Question
Two balls of masses kg and kg collide head-on. Before collision, moves at m/s and is at rest. A student claims kinetic energy is always conserved in a collision. Another says momentum is always conserved but KE may not be. Resolve, and find the final velocities for both an elastic and a perfectly inelastic case.
Solution — Step by Step
Momentum is always conserved in any collision (no external horizontal force during the brief collision time). Kinetic energy is conserved only in elastic collisions. In inelastic collisions, some KE converts to heat, sound, or deformation. Student 2 is right.
For 1D elastic collisions, use the standard formulas:
So bounces back at 0.8 m/s, moves forward at 3.2 m/s.
Momentum: before . After . ✓ KE: before J. After J. ✓
Common final velocity: m/s.
KE before J. KE after J. Lost J — converted to heat and deformation.
Why This Works
Newton’s third law guarantees momentum conservation: the force exerts on equals the force exerts on . Over the same collision time, these impulses are equal and opposite, so total momentum doesn’t change.
KE conservation requires that no energy is lost to non-conservative effects — which is rare in real collisions. Bouncing balls lose KE; hard steel balls lose less; only ideal elastic collisions (like billiard balls or atomic-scale collisions) conserve KE exactly.
For elastic collisions, memorize this trick: the relative velocity reverses. . Combined with momentum conservation, this gives final velocities in two lines without the messy formulas.
Alternative Method
Use the relative velocity trick. For elastic: relative velocity before = m/s. After: . Momentum: . Solve: , . Same answer, simpler algebra.
Students apply KE conservation in inelastic collisions and get nonsense answers. Never assume KE is conserved unless the problem says “elastic” or you can argue why no energy is lost.
Final answer: Elastic — m/s, m/s. Inelastic — m/s.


_Work to complete:_ Would you copy the listing below exactly, keeping the pictures out?

_Records shown:_

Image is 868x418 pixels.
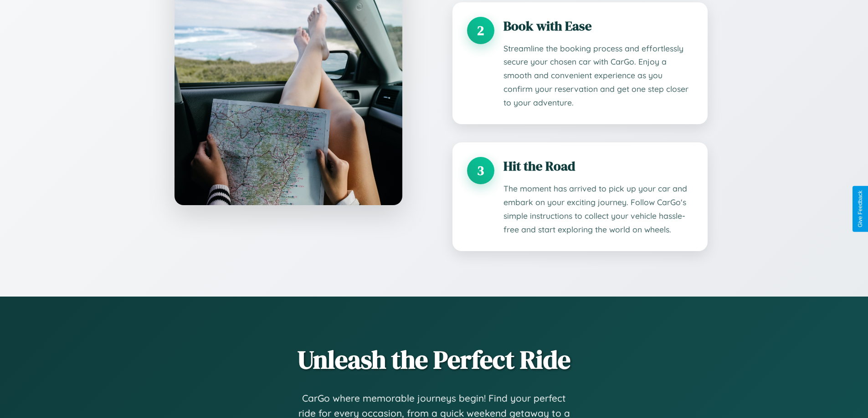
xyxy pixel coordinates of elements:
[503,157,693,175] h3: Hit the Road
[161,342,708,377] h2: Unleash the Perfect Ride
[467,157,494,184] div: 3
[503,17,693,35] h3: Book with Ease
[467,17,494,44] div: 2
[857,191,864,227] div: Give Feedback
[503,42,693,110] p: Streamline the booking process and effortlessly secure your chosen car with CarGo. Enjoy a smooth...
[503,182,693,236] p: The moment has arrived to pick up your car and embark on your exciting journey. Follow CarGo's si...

_Exercise output:_
Image is 868x418 pixels.
xyxy pixel coordinates of elements:
[503,157,693,175] h3: Hit the Road
[161,342,708,377] h2: Unleash the Perfect Ride
[467,157,494,184] div: 3
[503,17,693,35] h3: Book with Ease
[467,17,494,44] div: 2
[857,191,864,227] div: Give Feedback
[503,42,693,110] p: Streamline the booking process and effortlessly secure your chosen car with CarGo. Enjoy a smooth...
[503,182,693,236] p: The moment has arrived to pick up your car and embark on your exciting journey. Follow CarGo's si...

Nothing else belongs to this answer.